Australia Post - Your pay

Clive Palmer condemns 'secret' Australia Post sale plan

Billionaire MP Clive Palmer says the Abbott government is secretly plotting to privatise Australia Post to pay back party mates and cuts services to the bush.

Mr Palmer said he considered any plan to privatise the $4 billion mail service as shortsighted and wrong. "We are seeing here an organisation trying to increase its bottom-line before it privatises," his spokeman said. "The Liberal government will push for privatisation to pay back Liberal Party powerbrokers who run lobbyist firms to get in on the act of selling and making huge commissions."

Australia Post announced on Wednesday that it planned to increase the price of a standard postage stamp from 60¢ to 70¢. It has headed off a public backlash by freezing the price for 5.7 million concession holders to 60¢ until 2017. The price rise is a response to the decline in "snail mail" which has fallen by 1 billion over the last five years and now makes a loss of $218 million. Australia Post chief executive Ahmed Fahour warns that mail volumes could fall another 2 billion over the next four years.

The imminent demise of the letter has sparked debate of whether Australia Post's remaining services could be privatised or delivery services and regional offices shut. "The government is not going to keep something going if it is not making any money, so it puts enormous pressure on, but if you don't have a post office you don't have a town," independent MP Bob Katter told The Australian Financial Review. "We still have to get documents with signatures on them and Christmas cards need to be sent," he said. Mr Katter wants Australia Post to move into banking services.

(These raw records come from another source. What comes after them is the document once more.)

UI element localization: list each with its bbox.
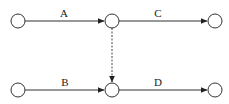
node-3: [208, 14, 222, 28]
edge-label-c: C: [154, 7, 161, 19]
node-6: [208, 83, 222, 97]
edge-label-d: D: [154, 76, 162, 88]
node-4: [11, 83, 25, 97]
node-2: [105, 14, 119, 28]
network-diagram: A C B D: [0, 0, 229, 104]
node-5: [105, 83, 119, 97]
node-1: [11, 14, 25, 28]
edge-label-a: A: [60, 7, 68, 19]
edge-label-b: B: [61, 76, 68, 88]
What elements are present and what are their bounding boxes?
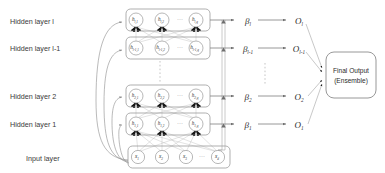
output-l-1: Ol-1 [293, 44, 306, 55]
final-output-box: Final Output (Ensemble) [326, 52, 376, 98]
layer-label-input: Input layer [26, 154, 60, 163]
figure-canvas: Hidden layer l Hidden layer l-1 Hidden l… [0, 0, 385, 173]
ensemble-arrows [306, 24, 322, 124]
hidden-node: h2,q [189, 89, 203, 103]
skip-arrow-to-hidden-1 [119, 125, 129, 163]
input-node: xd [211, 150, 224, 163]
hidden-node: h1,2 [155, 117, 169, 131]
output-1: O1 [294, 120, 304, 131]
skip-arrow-to-hidden-l-1 [104, 50, 128, 161]
input-layer-ellipsis: ··· [199, 154, 205, 160]
input-layer: x1 x2 x3 ··· xd [128, 146, 230, 168]
skip-arrow-to-hidden-l [96, 22, 128, 160]
hidden-node: hl-1,1 [129, 41, 143, 55]
beta-l-1: βl-1 [242, 44, 254, 55]
hidden-node: hl,2 [155, 13, 169, 27]
final-output-line2: (Ensemble) [334, 77, 368, 85]
layer-label-group: Hidden layer l Hidden layer l-1 Hidden l… [10, 17, 60, 163]
beta-2: β2 [243, 92, 251, 103]
network-diagram: Hidden layer l Hidden layer l-1 Hidden l… [0, 0, 385, 173]
layer-label-hidden-1: Hidden layer 1 [10, 120, 56, 129]
hidden-node: h1,1 [129, 117, 143, 131]
hidden-node: h2,2 [155, 89, 169, 103]
skip-arrow-to-hidden-2 [112, 97, 128, 162]
layer-label-hidden-l-1: Hidden layer l-1 [10, 44, 60, 53]
ensemble-arrow-1 [308, 84, 322, 124]
beta-labels: βl βl-1 β2 β1 [242, 16, 254, 131]
beta-l: βl [244, 16, 251, 27]
output-bus [218, 20, 225, 150]
ensemble-arrow-l [306, 24, 322, 68]
hidden-layer-2-ellipsis: ··· [177, 93, 183, 99]
output-l: Ol [295, 16, 304, 27]
hidden-node: hl,q [189, 13, 203, 27]
ensemble-arrow-2 [308, 80, 322, 96]
hidden-node: h2,1 [129, 89, 143, 103]
skip-connection-arrows [96, 22, 129, 163]
hidden-node: h1,q [189, 117, 203, 131]
hidden-node: hl-1,2 [155, 41, 169, 55]
beta-1: β1 [243, 120, 251, 131]
final-output-line1: Final Output [333, 67, 369, 75]
hidden-node: hl,1 [129, 13, 143, 27]
output-2: O2 [294, 92, 304, 103]
layer-label-hidden-l: Hidden layer l [10, 17, 54, 26]
input-node: x3 [179, 150, 192, 163]
beta-to-output-arrows [258, 20, 286, 124]
output-labels: Ol Ol-1 O2 O1 [293, 16, 306, 131]
hidden-layer-l-ellipsis: ··· [177, 17, 183, 23]
input-node: x1 [131, 150, 144, 163]
hidden-layer-1-ellipsis: ··· [177, 121, 183, 127]
input-node: x2 [155, 150, 168, 163]
hidden-layer-l-1-ellipsis: ··· [177, 45, 183, 51]
layer-label-hidden-2: Hidden layer 2 [10, 92, 56, 101]
hidden-node: hl-1,q [189, 41, 203, 55]
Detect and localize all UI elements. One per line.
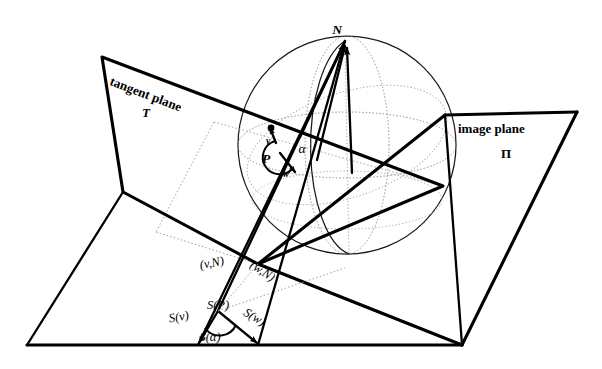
line-vN-label: (v,N) bbox=[198, 254, 225, 272]
point-P-marker bbox=[268, 125, 275, 132]
tangent-vectors-group bbox=[263, 125, 295, 175]
line-wN-label: (w,N) bbox=[247, 258, 277, 285]
arrow-into-N-c bbox=[347, 48, 352, 173]
image-plane-symbol-label: Π bbox=[501, 146, 511, 161]
image-plane-label: image plane bbox=[458, 121, 525, 136]
image-plane-edge-right bbox=[462, 112, 577, 345]
base-plane-right-edge bbox=[258, 264, 462, 345]
base-plane-left-edge bbox=[27, 192, 123, 345]
angle-alpha-label: α bbox=[298, 141, 306, 156]
figure-canvas: tangent plane T image plane Π N P v w α … bbox=[0, 0, 602, 369]
base-plane-group bbox=[27, 192, 462, 345]
vector-v-label: v bbox=[266, 136, 271, 146]
labels-group: tangent plane T image plane Π N P v w α … bbox=[108, 22, 525, 344]
proj-v-label: S(v) bbox=[168, 308, 190, 325]
image-plane-fold-line bbox=[445, 115, 462, 345]
north-pole-label: N bbox=[331, 22, 343, 37]
point-P-label: P bbox=[262, 151, 271, 166]
tangent-plane-inner-edge-top bbox=[214, 122, 443, 186]
image-plane-edge-top bbox=[445, 112, 577, 115]
proj-angle-label: S(α) bbox=[199, 330, 220, 344]
vector-w-label: w bbox=[283, 169, 290, 179]
proj-point-label: S(P) bbox=[207, 298, 229, 312]
stereographic-projection-diagram: tangent plane T image plane Π N P v w α … bbox=[0, 0, 602, 369]
tangent-plane-symbol-label: T bbox=[142, 105, 151, 120]
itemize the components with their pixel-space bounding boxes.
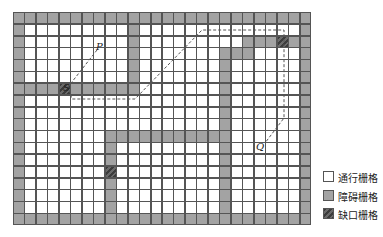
gap-cell-swatch-icon bbox=[323, 208, 334, 219]
legend-label-free: 通行栅格 bbox=[338, 170, 378, 185]
point-label-p: P bbox=[96, 41, 103, 52]
free-cell-swatch-icon bbox=[323, 171, 334, 182]
legend-label-obstacle: 障碍栅格 bbox=[338, 189, 378, 204]
legend-label-gap: 缺口栅格 bbox=[338, 207, 378, 222]
obstacle-cell-swatch-icon bbox=[323, 190, 334, 201]
point-label-q: Q bbox=[256, 141, 264, 152]
legend-item-gap: 缺口栅格 bbox=[323, 208, 383, 220]
point-label-s: S bbox=[63, 82, 70, 93]
legend-item-obstacle: 障碍栅格 bbox=[323, 190, 383, 202]
legend-item-free: 通行栅格 bbox=[323, 171, 383, 183]
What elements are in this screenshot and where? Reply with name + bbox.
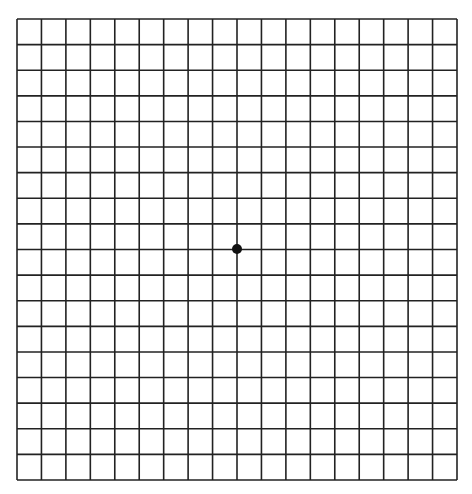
fixation-dot bbox=[232, 244, 242, 254]
amsler-grid bbox=[0, 0, 472, 494]
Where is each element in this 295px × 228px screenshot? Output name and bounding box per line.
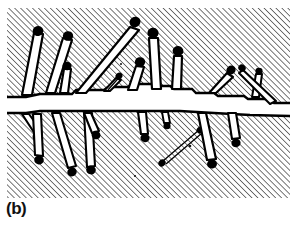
speck	[189, 145, 192, 148]
dislocation-schematic-drawing	[0, 0, 295, 228]
speck	[134, 175, 136, 177]
figure-caption: (b)	[6, 200, 26, 217]
dislocation-loop	[172, 46, 184, 89]
figure-panel: (b)	[0, 0, 295, 228]
speck	[120, 63, 122, 65]
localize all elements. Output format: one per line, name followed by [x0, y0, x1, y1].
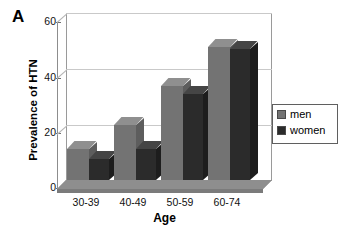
bar-side-face: [250, 42, 258, 180]
legend-label-women: women: [290, 125, 325, 136]
bar-men-30-39: [67, 149, 89, 180]
bar-front-face: [230, 49, 250, 180]
plot-area: [57, 13, 272, 193]
floor-front-edge: [57, 189, 263, 193]
plot-floor: [57, 180, 272, 194]
bar-front-face: [208, 47, 230, 180]
bar-men-40-49: [114, 125, 136, 180]
x-axis-title: Age: [57, 211, 272, 225]
y-axis-ticks: 60 40 20 0: [12, 0, 56, 231]
bar-front-face: [161, 86, 183, 180]
y-tick-label-40: 40: [34, 72, 56, 83]
legend-item-men: men: [277, 109, 311, 120]
bar-men-50-59: [161, 86, 183, 180]
bar-women-40-49: [136, 149, 156, 180]
legend-label-men: men: [290, 109, 311, 120]
x-tick-label-40-49: 40-49: [110, 197, 156, 208]
legend-item-women: women: [277, 125, 325, 136]
x-tick-label-50-59: 50-59: [157, 197, 203, 208]
legend: men women: [272, 104, 338, 144]
x-tick-label-30-39: 30-39: [63, 197, 109, 208]
bar-front-face: [136, 149, 156, 180]
legend-swatch-women: [277, 126, 286, 135]
bar-women-50-59: [183, 94, 203, 180]
legend-swatch-men: [277, 110, 286, 119]
y-tick-label-60: 60: [34, 16, 56, 27]
bar-front-face: [183, 94, 203, 180]
bar-women-30-39: [89, 159, 109, 180]
bar-men-60-74: [208, 47, 230, 180]
x-tick-label-60-74: 60-74: [204, 197, 250, 208]
figure-panel-a: A Prevalence of HTN 60 40 20 0: [0, 0, 347, 231]
bar-front-face: [89, 159, 109, 180]
bar-women-60-74: [230, 49, 250, 180]
y-axis-line: [57, 22, 58, 189]
gridline-60: [66, 13, 272, 14]
bar-front-face: [114, 125, 136, 180]
bar-front-face: [67, 149, 89, 180]
y-tick-label-0: 0: [34, 182, 56, 193]
y-tick-label-20: 20: [34, 127, 56, 138]
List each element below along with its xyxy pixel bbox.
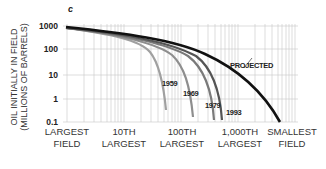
series-projected: [66, 27, 280, 122]
x-tick-line2: LARGEST: [160, 138, 204, 150]
label-1959: 1959: [162, 79, 178, 88]
x-tick-100th-largest: 100TH LARGEST: [160, 126, 204, 150]
x-tick-largest-field: LARGEST FIELD: [45, 126, 89, 150]
x-tick-line1: 10TH: [102, 126, 146, 138]
x-tick-line1: LARGEST: [45, 126, 89, 138]
chart: c OIL INITIALLY IN FIELD (MILLIONS OF BA…: [0, 0, 326, 169]
x-tick-10th-largest: 10TH LARGEST: [102, 126, 146, 150]
label-1993: 1993: [226, 108, 242, 117]
x-tick-line2: LARGEST: [218, 138, 262, 150]
x-tick-line1: 100TH: [160, 126, 204, 138]
label-1979: 1979: [205, 101, 221, 110]
label-projected: PROJECTED: [230, 61, 273, 70]
grid: [63, 24, 298, 122]
x-tick-line1: SMALLEST: [267, 126, 317, 138]
x-tick-1000th-largest: 1,000TH LARGEST: [218, 126, 262, 150]
x-tick-line1: 1,000TH: [218, 126, 262, 138]
label-1969: 1969: [183, 89, 199, 98]
x-tick-line2: LARGEST: [102, 138, 146, 150]
x-tick-line2: FIELD: [45, 138, 89, 150]
x-tick-line2: FIELD: [267, 138, 317, 150]
x-tick-smallest-field: SMALLEST FIELD: [267, 126, 317, 150]
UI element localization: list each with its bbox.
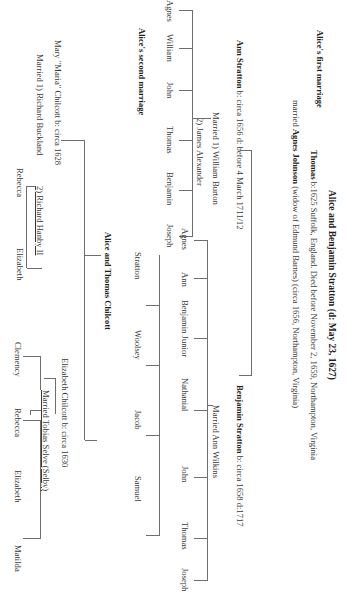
chilcott-child: Jacob [133, 410, 143, 430]
connector-line [194, 580, 208, 581]
ann-child: William [165, 34, 175, 62]
connector-line [27, 186, 35, 187]
connector-line [61, 140, 85, 141]
benjamin-marriage: Married Ann Wilkins [211, 405, 221, 478]
connector-line [55, 378, 56, 414]
elizabeth-marriage: Married Tobias Selve (Selby) [41, 390, 51, 491]
ann-child: Agnes [165, 0, 175, 22]
benjamin-name: Benjamin Stratton [235, 385, 245, 454]
elizabeth-child: Matilda [13, 545, 23, 572]
mary-marriage-1: Married 1) Richard Buckland [35, 54, 45, 155]
connector-line [194, 240, 208, 241]
elizabeth-child: Elizabeth [13, 470, 23, 502]
benjamin-details: b: circa 1658 d:1717 [235, 454, 245, 527]
elizabeth-child: Clemency [13, 342, 23, 377]
ann-details: b: circa 1656 d: before 4 March 1711/12 [235, 88, 245, 229]
diagram-title: Alice and Benjamin Stratton (d: May 23, … [327, 190, 337, 380]
connector-line [179, 48, 193, 49]
connector-line [85, 440, 97, 441]
connector-line [193, 118, 211, 119]
connector-line [194, 410, 208, 411]
connector-line [239, 375, 252, 376]
connector-line [194, 538, 208, 539]
chilcott-child: Samuel [133, 476, 143, 502]
connector-line [44, 378, 56, 379]
chilcott-couple: Alice and Thomas Chilcott [103, 232, 113, 330]
connector-line [179, 190, 193, 191]
thomas-entry: Thomas b:1625 Suffolk, England. Died bef… [309, 150, 319, 460]
connector-line [84, 140, 85, 440]
ann-marriage-2: 2) James Alexander [195, 118, 205, 186]
connector-line [194, 477, 208, 478]
connector-line [23, 420, 41, 421]
connector-line [192, 10, 193, 236]
connector-line [23, 538, 41, 539]
ann-child: Joseph [165, 224, 175, 247]
benjamin-child: John [180, 466, 190, 482]
benjamin-child: Nathanial [180, 378, 190, 411]
mary-marriage-2: 2) Richard Hanby II [35, 186, 45, 255]
benjamin-child: Agnes [180, 228, 190, 250]
connector-line [208, 405, 213, 406]
connector-line [179, 90, 193, 91]
connector-line [194, 338, 208, 339]
benjamin-child: Thomas [180, 522, 190, 550]
connector-line [146, 365, 160, 366]
connector-line [40, 356, 41, 390]
mary-child: Elizabeth [15, 248, 25, 280]
connector-line [85, 255, 101, 256]
thomas-spouse-entry: married Agnes Johnson (widow of Edmund B… [291, 100, 301, 408]
benjamin-child: Joseph [180, 568, 190, 591]
thomas-details: b:1625 Suffolk, England. Died before Nov… [309, 180, 319, 460]
family-tree-diagram: Alice and Benjamin Stratton (d: May 23, … [0, 0, 347, 599]
connector-line [251, 150, 252, 375]
ann-child: Benjamin [165, 172, 175, 205]
connector-line [31, 410, 41, 411]
benjamin-stratton-entry: Benjamin Stratton b: circa 1658 d:1717 [235, 385, 245, 527]
connector-line [146, 535, 160, 536]
connector-line [40, 420, 41, 538]
benjamin-child: Benjamin Junior [180, 300, 190, 357]
mary-chilcott-entry: Mary "Maria" Chilcott b: circa 1628 [53, 40, 63, 165]
spouse-details: (widow of Edmund Barnes) (circa 1656, No… [291, 184, 301, 408]
connector-line [179, 10, 193, 11]
connector-line [159, 255, 160, 535]
second-marriage-heading: Alice's second marriage [137, 28, 147, 115]
elizabeth-child: Rebecca [13, 408, 23, 437]
benjamin-child: Ann [180, 272, 190, 287]
elizabeth-chilcott-entry: Elizabeth Chilcott b: circa 1630 [60, 358, 70, 467]
connector-line [26, 186, 27, 268]
ann-child: John [165, 82, 175, 98]
ann-child: Thomas [165, 126, 175, 154]
thomas-name: Thomas [309, 150, 319, 180]
connector-line [194, 278, 208, 279]
connector-line [146, 305, 160, 306]
spouse-prefix: married [291, 100, 301, 129]
connector-line [146, 435, 160, 436]
spouse-name: Agnes Johnson [291, 129, 301, 184]
connector-line [23, 356, 41, 357]
chilcott-child: Stratton [133, 252, 143, 279]
connector-line [27, 268, 42, 269]
ann-name: Ann Stratton [235, 40, 245, 88]
ann-stratton-entry: Ann Stratton b: circa 1656 d: before 4 M… [235, 40, 245, 229]
mary-child: Rebecca [15, 168, 25, 197]
ann-marriage-1: Married 1) William Burton [211, 112, 221, 205]
chilcott-child: Woolsey [133, 330, 143, 360]
connector-line [179, 140, 193, 141]
first-marriage-heading: Alice's first marriage [315, 30, 325, 108]
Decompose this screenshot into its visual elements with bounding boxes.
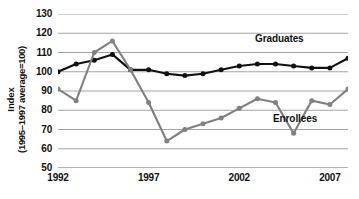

Communication Minister Malcolm Turnbull admitted on Wednesday that privatising the business was "fraught with enormous difficulty" and Australia Post "first" needed to get its business model right. Mr Fahour's first priority is to take over suite of existing government servies such as processing drivers licences, Centrelink activities, births, deaths and marriage certificates, and elements of tax adminstration.

Opposition spokesman for communications Jason Clare said he strongly backed an expanded operation. "It is a trusted brand that could offer a wide variety of services through the national network of post offices," he said.

But the Greens, unions and industry groups are preparing to block any sale or reduction in mail services. "It is really a solution in search of a problem, the business is continuing to deliver a dividend for the government. The decline in letter volumes is being used as a red herring for a ideological campaign to privatise," WA Greens senator Scott Ludlam said.

The union responsible for postal workers is furious that Mr Fahour is undermining confidence. "It's a bit like the head of a newspaper pushing the idea that the hard copy newspaper is dead, it is counter productive to his own business," the assistant national secretary of CWU Martin O'Nea said. "[Mr] Fahour likes to create this constant sense of crisis to justify his own agenda."